Kazakhstan: Government wades into language debate with new workplace rules
A public conversation on the subject has been triggered by a faux pas by a prominent businessman.
Kazakhstan’s government is introducing fresh rules to ban discrimination on linguistic grounds in the workplace just as a rowdy public conversation unfolds around the status of the Kazakh language.
The amendment to an existing Labor Ministry decree on worker rights adopted on October 20 is ostensibly the result of an order issued in May by President Kassym-Jomart Tokayev at a gathering of the Assembly of the People of Kazakhstan.
The timing suggests, however, that the change may have a more topical cause.
Social media has been abuzz for a few days over a faux pas by the Almaty-based founder and co-owner of Chocofamily, a large online services company.
While addressing an adaptation seminar for newly arrived Russians – many of them fugitives from their government’s partial mobilization – Ramil Mukhoryapov, an ethnic Tatar, dared to venture a controversial opinion about the properness of speaking Kazakh in public.
When Kazakhs who are able to speak in Russian answer back to somebody addressing them in Russian by speaking Kazakh, Mukhoryapov said during the October 19 event, it was a sign of ill-breeding.
“It seems to be a little odd, a little bit of a manifestation of nationalism. I get it, but it is hardly an expression of high culture,” he said.
Footage of the remarks quickly went viral. Outraged Kazakh speakers opined that they had every right to speak their own tongue in their own country if they saw fit. Others demanded that Mukhoryapov have more respect for the state language.
Public relations consultant Azamat Yergali called on the businessman to apologize to his compatriots in Kazakh, a gesture that he said would be a demonstration of “great culture” on Mukhoryapov’s part.
“[Ramil, stop] discussing Kazakhs and the Kazakh language in such a derogatory manner. Especially with foreign laborers,” Yergali wrote on Facebook, mischievously referring to the newly arrived Russians with a term often used in a less than flattering way by Russians to refer to Central Asian migrant workers in their midst.
The controversy has had immediate ramifications for Mukhoryapov. Many users of his company’s services, which include a discount coupon scheme and an online air and railway ticket website, have stated their intent to boycott it. Part of the discomfiture at Chocofamily is provoked by more than Mukhoryapov’s remarks. The issue is also that most of his company’s websites only have Russian-language interfaces.
The entrepreneur’s initial reaction was to take to Instagram to defend himself and argue with his critics. Seeing that he was not going to win the fight, however, he subsequently filmed and posted a video in which he pleaded for forgiveness.
“I want to apologize to everyone who was hurt by the [original footage]. I have watched it again and indeed, it was very rude and harsh,” Mukhoryapov said, delivering the apology in somewhat halting Kazakh.
The whole brouhaha appears to have caught the attention of the highest powers in the land. Speaking at a meeting with the public in Almaty on October 19, President Kassym-Jomart Tokayev urged people to avoid creating artificial tension around the issue of the state language.
“We should stop saying that the Kazakh language is not developing. [...] The use of Kazakh is increasing every year. So there is no reason to worry,” Tokayev said.
He added that people should “honor their own language,” but that it was important at the same time “to not refuse to study other languages.”
By other languages, it is probable Tokayev meant Russian. The president is a fan.
During a presidential summit of the Commonwealth of Independent States on October 7, he suggested founding an international organization for the support and promotion of the Russian language. He noted that somewhere up to 300 million people worldwide speak Russian and that this made the language a useful tool for communication across borders.
Under Kazakhstan’s constitution, Kazakh is the state language, while Russian enjoys an important but slightly inferior status as an official language.
Despite this formal distinction, Russian has long enjoyed an arguably more privileged standing in Kazakhstan. Kazakh is increasingly gaining ground, however, including in white collar working settings. Growing volumes of audiovisual and print content are being produced in Kazakh.
Many ardent champions of Kazakh insist, however, that the language is not getting the respect it deserves. Some argue that that will not change until all people who call themselves citizens of Kazakhstan are required to prove their ability to speak the state language.
Almaz Kumenov is an Almaty-based journalist.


* [TRY IT] Would you write out all of the entries below, exactly as they stand?

* [DATA EXCERPTS]

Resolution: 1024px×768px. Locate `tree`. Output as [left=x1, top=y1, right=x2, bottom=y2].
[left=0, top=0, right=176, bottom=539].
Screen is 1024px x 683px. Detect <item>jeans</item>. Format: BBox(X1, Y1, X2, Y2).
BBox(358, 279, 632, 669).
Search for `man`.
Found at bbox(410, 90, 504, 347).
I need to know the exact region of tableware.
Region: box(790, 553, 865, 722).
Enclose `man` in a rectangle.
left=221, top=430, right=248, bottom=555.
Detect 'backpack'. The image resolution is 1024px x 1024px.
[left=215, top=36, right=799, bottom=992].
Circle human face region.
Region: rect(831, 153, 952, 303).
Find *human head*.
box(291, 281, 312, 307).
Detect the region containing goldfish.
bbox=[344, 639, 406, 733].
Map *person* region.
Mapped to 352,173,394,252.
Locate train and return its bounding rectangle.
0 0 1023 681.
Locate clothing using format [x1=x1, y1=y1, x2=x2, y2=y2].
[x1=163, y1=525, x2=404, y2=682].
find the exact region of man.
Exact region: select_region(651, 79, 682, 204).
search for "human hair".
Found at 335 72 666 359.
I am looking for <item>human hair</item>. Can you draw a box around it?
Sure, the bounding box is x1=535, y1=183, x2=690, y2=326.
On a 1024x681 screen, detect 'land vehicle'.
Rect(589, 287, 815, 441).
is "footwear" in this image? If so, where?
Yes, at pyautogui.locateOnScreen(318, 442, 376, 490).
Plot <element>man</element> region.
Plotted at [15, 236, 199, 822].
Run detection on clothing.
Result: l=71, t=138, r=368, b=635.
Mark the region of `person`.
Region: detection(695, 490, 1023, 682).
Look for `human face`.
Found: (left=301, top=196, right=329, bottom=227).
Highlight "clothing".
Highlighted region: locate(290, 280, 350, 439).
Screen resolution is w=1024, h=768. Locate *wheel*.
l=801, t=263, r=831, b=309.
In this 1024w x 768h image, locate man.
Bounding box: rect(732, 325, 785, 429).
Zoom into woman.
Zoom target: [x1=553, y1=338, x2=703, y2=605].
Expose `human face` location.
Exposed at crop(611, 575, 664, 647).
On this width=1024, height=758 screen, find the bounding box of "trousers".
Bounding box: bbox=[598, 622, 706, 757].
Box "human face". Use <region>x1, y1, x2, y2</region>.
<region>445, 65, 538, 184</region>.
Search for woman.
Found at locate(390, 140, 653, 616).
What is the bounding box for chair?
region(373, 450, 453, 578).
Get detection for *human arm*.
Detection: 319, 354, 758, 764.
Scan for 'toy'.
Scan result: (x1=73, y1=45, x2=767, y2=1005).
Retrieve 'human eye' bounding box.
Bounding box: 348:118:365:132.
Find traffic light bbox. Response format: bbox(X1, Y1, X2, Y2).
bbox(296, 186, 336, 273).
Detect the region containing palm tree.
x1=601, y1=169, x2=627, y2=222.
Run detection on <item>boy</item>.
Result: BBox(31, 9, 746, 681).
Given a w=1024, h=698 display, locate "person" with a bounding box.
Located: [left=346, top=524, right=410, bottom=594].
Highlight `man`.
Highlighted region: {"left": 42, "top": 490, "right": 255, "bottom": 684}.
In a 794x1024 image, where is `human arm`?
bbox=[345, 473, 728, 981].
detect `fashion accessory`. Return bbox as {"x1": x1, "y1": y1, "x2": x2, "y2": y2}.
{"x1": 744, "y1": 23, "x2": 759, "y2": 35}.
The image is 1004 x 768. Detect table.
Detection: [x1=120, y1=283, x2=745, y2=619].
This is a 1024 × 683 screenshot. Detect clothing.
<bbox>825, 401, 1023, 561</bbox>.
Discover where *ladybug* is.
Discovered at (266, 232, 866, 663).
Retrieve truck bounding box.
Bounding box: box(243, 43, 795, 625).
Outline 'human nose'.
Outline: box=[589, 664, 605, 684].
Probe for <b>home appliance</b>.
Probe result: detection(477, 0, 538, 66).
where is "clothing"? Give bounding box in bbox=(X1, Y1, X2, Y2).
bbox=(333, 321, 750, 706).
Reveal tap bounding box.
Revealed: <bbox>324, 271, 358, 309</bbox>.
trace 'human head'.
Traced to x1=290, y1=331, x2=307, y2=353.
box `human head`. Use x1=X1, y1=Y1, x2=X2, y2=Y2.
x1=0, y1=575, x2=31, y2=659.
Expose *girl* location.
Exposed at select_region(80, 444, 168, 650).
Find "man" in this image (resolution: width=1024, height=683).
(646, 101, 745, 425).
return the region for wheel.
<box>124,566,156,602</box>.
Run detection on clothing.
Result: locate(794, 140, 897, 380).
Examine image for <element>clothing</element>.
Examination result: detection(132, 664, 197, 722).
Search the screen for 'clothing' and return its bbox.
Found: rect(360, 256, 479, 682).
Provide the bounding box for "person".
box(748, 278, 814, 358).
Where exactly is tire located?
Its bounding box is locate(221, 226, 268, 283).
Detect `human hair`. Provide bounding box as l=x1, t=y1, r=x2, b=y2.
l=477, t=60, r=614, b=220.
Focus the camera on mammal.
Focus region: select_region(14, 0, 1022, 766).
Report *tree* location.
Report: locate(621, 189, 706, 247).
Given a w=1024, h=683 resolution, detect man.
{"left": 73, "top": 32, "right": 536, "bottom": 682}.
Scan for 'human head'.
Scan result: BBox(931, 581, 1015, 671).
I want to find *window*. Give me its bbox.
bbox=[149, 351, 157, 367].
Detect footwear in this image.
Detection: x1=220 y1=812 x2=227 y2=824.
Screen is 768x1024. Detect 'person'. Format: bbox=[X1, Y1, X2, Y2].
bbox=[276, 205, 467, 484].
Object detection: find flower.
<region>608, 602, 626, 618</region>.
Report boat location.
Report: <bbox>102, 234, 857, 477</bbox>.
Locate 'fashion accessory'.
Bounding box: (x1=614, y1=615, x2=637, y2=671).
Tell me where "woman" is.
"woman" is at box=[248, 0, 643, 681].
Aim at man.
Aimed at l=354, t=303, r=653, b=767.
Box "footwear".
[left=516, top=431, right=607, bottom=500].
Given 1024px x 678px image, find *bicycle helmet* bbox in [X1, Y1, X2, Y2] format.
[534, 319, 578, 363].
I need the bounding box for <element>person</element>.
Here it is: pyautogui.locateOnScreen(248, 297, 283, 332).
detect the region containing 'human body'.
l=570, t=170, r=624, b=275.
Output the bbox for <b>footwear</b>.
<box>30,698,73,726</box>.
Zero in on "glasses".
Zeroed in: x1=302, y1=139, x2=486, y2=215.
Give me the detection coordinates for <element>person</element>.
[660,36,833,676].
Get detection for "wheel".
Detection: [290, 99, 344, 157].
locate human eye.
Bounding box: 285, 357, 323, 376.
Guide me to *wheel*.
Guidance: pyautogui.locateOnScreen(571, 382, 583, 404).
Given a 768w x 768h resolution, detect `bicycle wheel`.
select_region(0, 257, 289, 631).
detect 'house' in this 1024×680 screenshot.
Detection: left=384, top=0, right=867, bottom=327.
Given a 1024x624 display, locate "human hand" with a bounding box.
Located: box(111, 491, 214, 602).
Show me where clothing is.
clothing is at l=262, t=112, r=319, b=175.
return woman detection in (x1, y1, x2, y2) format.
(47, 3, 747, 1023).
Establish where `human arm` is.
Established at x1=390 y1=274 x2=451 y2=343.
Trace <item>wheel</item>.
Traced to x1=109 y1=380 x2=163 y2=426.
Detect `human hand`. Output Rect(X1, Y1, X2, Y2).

* [RESPONSE BOX]
Resolution: 1024px×768px. Locate `tree`. Output as [left=x1, top=y1, right=x2, bottom=y2].
[left=0, top=0, right=176, bottom=539].
Screen is 1024px x 683px. Detect <item>jeans</item>. Format: BBox(X1, Y1, X2, Y2).
BBox(358, 279, 632, 669).
Search for `man`.
Found at bbox(410, 90, 504, 347).
I need to know the exact region of tableware.
Region: box(790, 553, 865, 722).
Enclose `man` in a rectangle.
left=221, top=430, right=248, bottom=555.
Detect 'backpack'. The image resolution is 1024px x 1024px.
[left=215, top=36, right=799, bottom=992].
Circle human face region.
Region: rect(831, 153, 952, 303).
Find *human head*.
box(291, 281, 312, 307).
Detect the region containing goldfish.
bbox=[344, 639, 406, 733].
Map *person* region.
Mapped to 352,173,394,252.
Locate train and return its bounding rectangle.
0 0 1023 681.
Locate clothing using format [x1=x1, y1=y1, x2=x2, y2=y2].
[x1=163, y1=525, x2=404, y2=682].
find the exact region of man.
Exact region: select_region(651, 79, 682, 204).
search for "human hair".
Found at 335 72 666 359.
I am looking for <item>human hair</item>. Can you draw a box around it?
Sure, the bounding box is x1=535, y1=183, x2=690, y2=326.
On a 1024x681 screen, detect 'land vehicle'.
Rect(589, 287, 815, 441).
is "footwear" in this image? If so, where?
Yes, at pyautogui.locateOnScreen(318, 442, 376, 490).
Plot <element>man</element> region.
Plotted at [15, 236, 199, 822].
Run detection on clothing.
Result: l=71, t=138, r=368, b=635.
Mark the region of `person`.
Region: detection(695, 490, 1023, 682).
Look for `human face`.
Found: (left=301, top=196, right=329, bottom=227).
Highlight "clothing".
Highlighted region: locate(290, 280, 350, 439).
Screen resolution is w=1024, h=768. Locate *wheel*.
l=801, t=263, r=831, b=309.
In this 1024w x 768h image, locate man.
Bounding box: rect(732, 325, 785, 429).
Zoom into woman.
Zoom target: [x1=553, y1=338, x2=703, y2=605].
Expose `human face` location.
Exposed at crop(611, 575, 664, 647).
On this width=1024, height=758 screen, find the bounding box of "trousers".
Bounding box: bbox=[598, 622, 706, 757].
Box "human face". Use <region>x1, y1, x2, y2</region>.
<region>445, 65, 538, 184</region>.
Search for woman.
Found at locate(390, 140, 653, 616).
What is the bounding box for chair?
region(373, 450, 453, 578).
Get detection for *human arm*.
Detection: 319, 354, 758, 764.
Scan for 'toy'.
Scan result: (x1=73, y1=45, x2=767, y2=1005).
Retrieve 'human eye' bounding box.
Bounding box: 348:118:365:132.
Find traffic light bbox. Response format: bbox(X1, Y1, X2, Y2).
bbox(296, 186, 336, 273).
Detect the region containing palm tree.
x1=601, y1=169, x2=627, y2=222.
Run detection on <item>boy</item>.
Result: BBox(31, 9, 746, 681).
Given a w=1024, h=698 display, locate "person" with a bounding box.
Located: [left=346, top=524, right=410, bottom=594].
Highlight `man`.
Highlighted region: {"left": 42, "top": 490, "right": 255, "bottom": 684}.
In a 794x1024 image, where is `human arm`?
bbox=[345, 473, 728, 981].
detect `fashion accessory`. Return bbox as {"x1": x1, "y1": y1, "x2": x2, "y2": y2}.
{"x1": 744, "y1": 23, "x2": 759, "y2": 35}.
The image is 1004 x 768. Detect table.
Detection: [x1=120, y1=283, x2=745, y2=619].
This is a 1024 × 683 screenshot. Detect clothing.
<bbox>825, 401, 1023, 561</bbox>.
Discover where *ladybug* is.
Discovered at (266, 232, 866, 663).
Retrieve truck bounding box.
Bounding box: box(243, 43, 795, 625).
Outline 'human nose'.
Outline: box=[589, 664, 605, 684].
Probe for <b>home appliance</b>.
Probe result: detection(477, 0, 538, 66).
where is "clothing"? Give bounding box in bbox=(X1, Y1, X2, Y2).
bbox=(333, 321, 750, 706).
Reveal tap bounding box.
Revealed: <bbox>324, 271, 358, 309</bbox>.
trace 'human head'.
Traced to x1=290, y1=331, x2=307, y2=353.
box `human head`. Use x1=X1, y1=Y1, x2=X2, y2=Y2.
x1=0, y1=575, x2=31, y2=659.
Expose *girl* location.
Exposed at select_region(80, 444, 168, 650).
Find "man" in this image (resolution: width=1024, height=683).
(646, 101, 745, 425).
return the region for wheel.
<box>124,566,156,602</box>.
Run detection on clothing.
Result: locate(794, 140, 897, 380).
Examine image for <element>clothing</element>.
Examination result: detection(132, 664, 197, 722).
Search the screen for 'clothing' and return its bbox.
Found: rect(360, 256, 479, 682).
Provide the bounding box for "person".
box(748, 278, 814, 358).
Where exactly is tire located?
Its bounding box is locate(221, 226, 268, 283).
Detect `human hair`. Provide bounding box as l=x1, t=y1, r=x2, b=y2.
l=477, t=60, r=614, b=220.
Focus the camera on mammal.
Focus region: select_region(14, 0, 1022, 766).
Report *tree* location.
Report: locate(621, 189, 706, 247).
Given a w=1024, h=683 resolution, detect man.
{"left": 73, "top": 32, "right": 536, "bottom": 682}.
Scan for 'human head'.
Scan result: BBox(931, 581, 1015, 671).
I want to find *window*. Give me its bbox.
bbox=[149, 351, 157, 367].
Detect footwear in this image.
Detection: x1=220 y1=812 x2=227 y2=824.
Screen is 768x1024. Detect 'person'. Format: bbox=[X1, Y1, X2, Y2].
bbox=[276, 205, 467, 484].
Object detection: find flower.
<region>608, 602, 626, 618</region>.
Report boat location.
Report: <bbox>102, 234, 857, 477</bbox>.
Locate 'fashion accessory'.
Bounding box: (x1=614, y1=615, x2=637, y2=671).
Tell me where "woman" is.
"woman" is at box=[248, 0, 643, 681].
Aim at man.
Aimed at l=354, t=303, r=653, b=767.
Box "footwear".
[left=516, top=431, right=607, bottom=500].
Given 1024px x 678px image, find *bicycle helmet* bbox in [X1, Y1, X2, Y2] format.
[534, 319, 578, 363].
I need the bounding box for <element>person</element>.
Here it is: pyautogui.locateOnScreen(248, 297, 283, 332).
detect the region containing 'human body'.
l=570, t=170, r=624, b=275.
Output the bbox for <b>footwear</b>.
<box>30,698,73,726</box>.
Zero in on "glasses".
Zeroed in: x1=302, y1=139, x2=486, y2=215.
Give me the detection coordinates for <element>person</element>.
[660,36,833,676].
Get detection for "wheel".
Detection: [290, 99, 344, 157].
locate human eye.
Bounding box: 285, 357, 323, 376.
Guide me to *wheel*.
Guidance: pyautogui.locateOnScreen(571, 382, 583, 404).
Given a 768w x 768h resolution, detect `bicycle wheel`.
select_region(0, 257, 289, 631).
detect 'house' in this 1024×680 screenshot.
Detection: left=384, top=0, right=867, bottom=327.
Given a 1024x624 display, locate "human hand" with a bounding box.
Located: box(111, 491, 214, 602).
Show me where clothing is.
clothing is at l=262, t=112, r=319, b=175.
return woman detection in (x1, y1, x2, y2) format.
(47, 3, 747, 1023).
Establish where `human arm` is.
Established at x1=390 y1=274 x2=451 y2=343.
Trace <item>wheel</item>.
Traced to x1=109 y1=380 x2=163 y2=426.
Detect `human hand`. Output Rect(X1, Y1, X2, Y2).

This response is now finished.